Khvay Samnang’s Human Nature Series

Sokchanlina’s Wrapped Future series depicts evidence of the rapidly advancing urban development of Phnom Penh; his photographs document the seemingly endless expanses of construction walls cluttering the city streets.

Many of the construction projects behind the barriers Sokchanlina photographs have laid waste to some of the city’s most revered architectural icons; others have displaced countless city residents. While Sokchanlina’s images are mysterious and starkly beautiful, his walls elicit feelings of loss and frustration associated with these artificial markers of cultural progress.

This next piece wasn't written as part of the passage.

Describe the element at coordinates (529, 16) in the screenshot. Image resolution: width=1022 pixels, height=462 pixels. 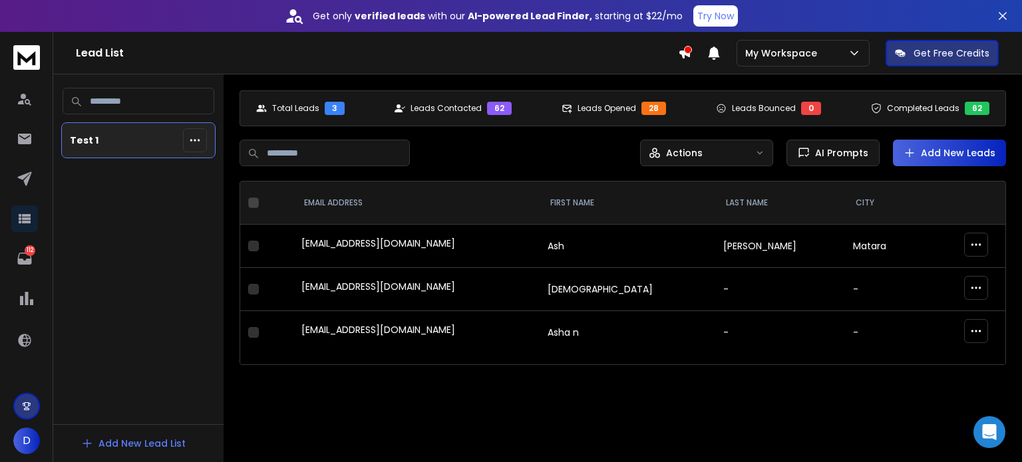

In Sokchanlina’s performance art piece titled The Rock, the “White Building” makes another appearance in this metaphorical depiction of social struggle. In his piece, Sokchanlina is straining to hold a heavy slab of concrete above his head as he desperately tries to avoid collapsing under the weight and plummeting down a pipe leading into the building.

This performance addresses the precarious position of the community as people attempt to shoulder the heavy burdens of rapid urban development, wide-spread eviction and poverty. This piece conveys Sokchanlina’s sober lament: “I think my city is growing up faster than my people.”

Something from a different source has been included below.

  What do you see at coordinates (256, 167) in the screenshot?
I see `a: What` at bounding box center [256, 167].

“Current Views and Actions: Photography and Performance Documentation from Phnom Penh” is offered in conjunction with the Cambodia Studies Conference, planned from Thursday, Sept. 13, through Sunday, Sept. 16, at NIU.

Located on the west-end first floor of Altgeld Hall, the galleries are open to the public from 10 a.m. to 5 p.m. Tuesday through Friday, noon to 4 p.m. Saturday and by appointment for group tours.

Exhibitions and lectures are free; donations are appreciated.

Pay parking is available in the visitor’s lot on Carroll Avenue and at metered spots in front of Altgeld Hall. Free parking is available Saturdays and during receptions and visiting artist lectures in the lot northeast of Gilbert and College Drives.

The exhibition is sponsored in part by the Illinois Arts Council, a state agency; the Friends of the NIU Art Museum; and the Dean’s Circle of the College of Visual and Performing Arts, NIU Foundation.